It’s always interesting to see what was changed and what stayed the same when a movie is based on a book. After all, the source material is essentially the same, but even the most subtle differences can change the way the story is told or even the story itself.
David Fincher’s 1999 movie “Fight Club” is based on Chuck Palahnuik’s book by the same name, which came out just three years before. The movie follows the same plot as the book, uses similar terminology (for example, all of the Fight Club and Project Mayhem rules are straight out of the book), and has the same characters. However, movie director David Fincher and screenplay writer Jim Uhls made five key changes to highlight different aspects of the story.
- How the narrator meets Tyler Durden: In the movie, the narrator finds himself sitting next to a flashy if fashionable man on an airplane carrying the same briefcase. Palahunik’s meeting between Tyler and the narrator could not be more different: the two meet on a nude beach, where Tyler is building a wooden structure that casts the shadow of a hand on the sand. In my opinion, Fincher and Uhls changed this meeting for several reasons. First, the airplane setting holds with the narrator’s insomnia-inducing lifestyle, while also breaking with the banal conversations he has earlier in the film, indicating that Tyler holds anti-conformist views that draw the narrator in. Additionally, Pitt’s fashion sense creates a parallel with Marla, an important motif throughout the film. Finally, the briefcase serves as a major first clue that Tyler and the narrator are in fact the same person.
- Marla’s suicide attempt: In both the book and the movie, Marla notices that the narrator has stopped showing up to the support groups. Wanting to get his attention, she overdoses on Xanax and calls him. In the movie, the narrator picks up the phone and listens to Marla talk for a bit before dropping the receiver, which Tyler then picks up. In the novel, the narrator never picks up the phone, Tyler does, beginning their affair. This key difference highlights the narrator’s choice not to go to Marla’s apartment and, arguably, his cowardice. It also sets up the antagonistic relationship between Tyler and the narrator over the affair with Marla, even though they are the same person: the narrator realizes that, had he gone to Marla’s place instead, he would be sleeping with her instead of Tyler.
- Lye burns: In the book, Marla burns herself with lye on accident. In the movie, Tyler holds the narrator’s hand and pours lye over it, holding it until the burn is deep enough to leave a scar. Tyler and the narrator’s matching scars are another clue that they are in fact the same person. The lye burns become a source of pain, like the fight club, to feel something different from the senseless modern lifestyle. (Fun fact, Brad Pitt asked his parents not to see the movie, but they insisted. They stopped watching after the chemical burn scene.)
- Tyler’s last planned explosion: In the book, Tyler’s final Project Mayhem endeavor is to blow up a skyscraper containing a national museum, taking himself out in the same explosion as a martyr. The bomb malfunctions because Tyler mixed paraffin in the explosives. In the movie, the targets are credit card companies. Fincher’s adaptation highlights the theme of consumerism in the story. With this explosion, Tyler wants to eliminate credit card records, and therefore credit card debt, returning everyone to a “clean slate.” This goes to the narrator’s wishes to re-create his own life, which he desperately tried to do by blowing up his apartment and starting a fight club in the first place. Unlike the book, the bombs go off, though it’s ambiguous whether the building the narrator is in blows up as well.
- The ending: In the book, the narrator blacks out after he shoots himself and wakes up in a mental hospital, convinced that he is in Heaven. The novel ends with the hospital employees revealing themselves to be Project Mayhem members, telling the narrator that they expect Tyler to come back. The movie has a much more, for lack of a better term, “Hollywood ending.” The narrator and Marla reconcile and hold hands as buildings blow up around them. The ending suggests that the narrator has finally killed the part of himself that was Tyler and is finally ready to start a new life with Marla. Conversely, the novel’s ending is cyclical, suggesting that Tyler will eventually return.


From the line with "Describe the element at coordinates (690, 414)" through the line with "The image size is (589, 280).", repeat the entries verbatim, both end lines included, and add nothing.

#### RECORDS SUPPLIED ####

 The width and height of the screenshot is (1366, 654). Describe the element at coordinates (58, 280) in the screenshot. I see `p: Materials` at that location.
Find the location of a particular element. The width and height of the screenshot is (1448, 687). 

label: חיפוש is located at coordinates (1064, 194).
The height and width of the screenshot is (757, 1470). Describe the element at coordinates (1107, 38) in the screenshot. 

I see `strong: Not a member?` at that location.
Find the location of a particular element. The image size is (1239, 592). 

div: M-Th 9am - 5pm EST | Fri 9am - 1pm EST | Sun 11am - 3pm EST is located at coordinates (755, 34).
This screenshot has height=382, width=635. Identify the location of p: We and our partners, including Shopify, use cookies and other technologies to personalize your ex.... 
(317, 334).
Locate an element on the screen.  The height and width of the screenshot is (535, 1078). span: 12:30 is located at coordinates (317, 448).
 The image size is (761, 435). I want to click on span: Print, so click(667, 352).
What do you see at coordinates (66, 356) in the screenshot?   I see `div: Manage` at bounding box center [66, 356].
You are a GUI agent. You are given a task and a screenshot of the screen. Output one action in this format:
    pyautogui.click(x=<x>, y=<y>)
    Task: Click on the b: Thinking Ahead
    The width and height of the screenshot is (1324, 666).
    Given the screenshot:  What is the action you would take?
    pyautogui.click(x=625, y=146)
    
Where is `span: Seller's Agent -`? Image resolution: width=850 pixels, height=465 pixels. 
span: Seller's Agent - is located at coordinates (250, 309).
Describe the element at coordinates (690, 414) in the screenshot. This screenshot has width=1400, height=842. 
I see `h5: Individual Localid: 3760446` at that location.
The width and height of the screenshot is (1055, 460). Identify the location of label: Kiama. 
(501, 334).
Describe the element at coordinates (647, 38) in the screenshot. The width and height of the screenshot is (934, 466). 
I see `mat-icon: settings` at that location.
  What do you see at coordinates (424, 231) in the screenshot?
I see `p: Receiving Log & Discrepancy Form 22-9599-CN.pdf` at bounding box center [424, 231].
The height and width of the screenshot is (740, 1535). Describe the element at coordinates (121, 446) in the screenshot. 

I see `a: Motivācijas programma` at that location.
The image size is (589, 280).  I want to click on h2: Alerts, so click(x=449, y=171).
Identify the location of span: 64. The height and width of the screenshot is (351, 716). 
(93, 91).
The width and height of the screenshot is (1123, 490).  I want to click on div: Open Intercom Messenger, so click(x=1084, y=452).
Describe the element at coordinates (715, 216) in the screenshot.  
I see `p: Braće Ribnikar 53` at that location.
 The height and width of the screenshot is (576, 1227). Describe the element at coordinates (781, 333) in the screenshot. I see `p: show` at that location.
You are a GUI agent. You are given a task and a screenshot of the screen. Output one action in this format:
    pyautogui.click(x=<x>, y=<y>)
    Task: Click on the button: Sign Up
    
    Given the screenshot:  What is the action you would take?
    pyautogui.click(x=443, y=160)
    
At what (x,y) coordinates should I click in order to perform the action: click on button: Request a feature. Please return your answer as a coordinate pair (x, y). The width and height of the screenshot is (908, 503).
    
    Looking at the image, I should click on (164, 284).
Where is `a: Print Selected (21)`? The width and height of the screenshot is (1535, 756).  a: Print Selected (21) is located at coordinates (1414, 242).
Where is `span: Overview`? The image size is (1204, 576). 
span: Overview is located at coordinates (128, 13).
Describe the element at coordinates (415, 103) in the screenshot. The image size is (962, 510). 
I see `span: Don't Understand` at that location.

####

• **OUTPUT OF THE TASK**:
Describe the element at coordinates (690, 414) in the screenshot. This screenshot has width=1400, height=842. 
I see `h5: Individual Localid: 3760446` at that location.
The width and height of the screenshot is (1055, 460). Identify the location of label: Kiama. 
(501, 334).
Describe the element at coordinates (647, 38) in the screenshot. The width and height of the screenshot is (934, 466). 
I see `mat-icon: settings` at that location.
  What do you see at coordinates (424, 231) in the screenshot?
I see `p: Receiving Log & Discrepancy Form 22-9599-CN.pdf` at bounding box center [424, 231].
The height and width of the screenshot is (740, 1535). Describe the element at coordinates (121, 446) in the screenshot. 

I see `a: Motivācijas programma` at that location.
The image size is (589, 280).  I want to click on h2: Alerts, so click(x=449, y=171).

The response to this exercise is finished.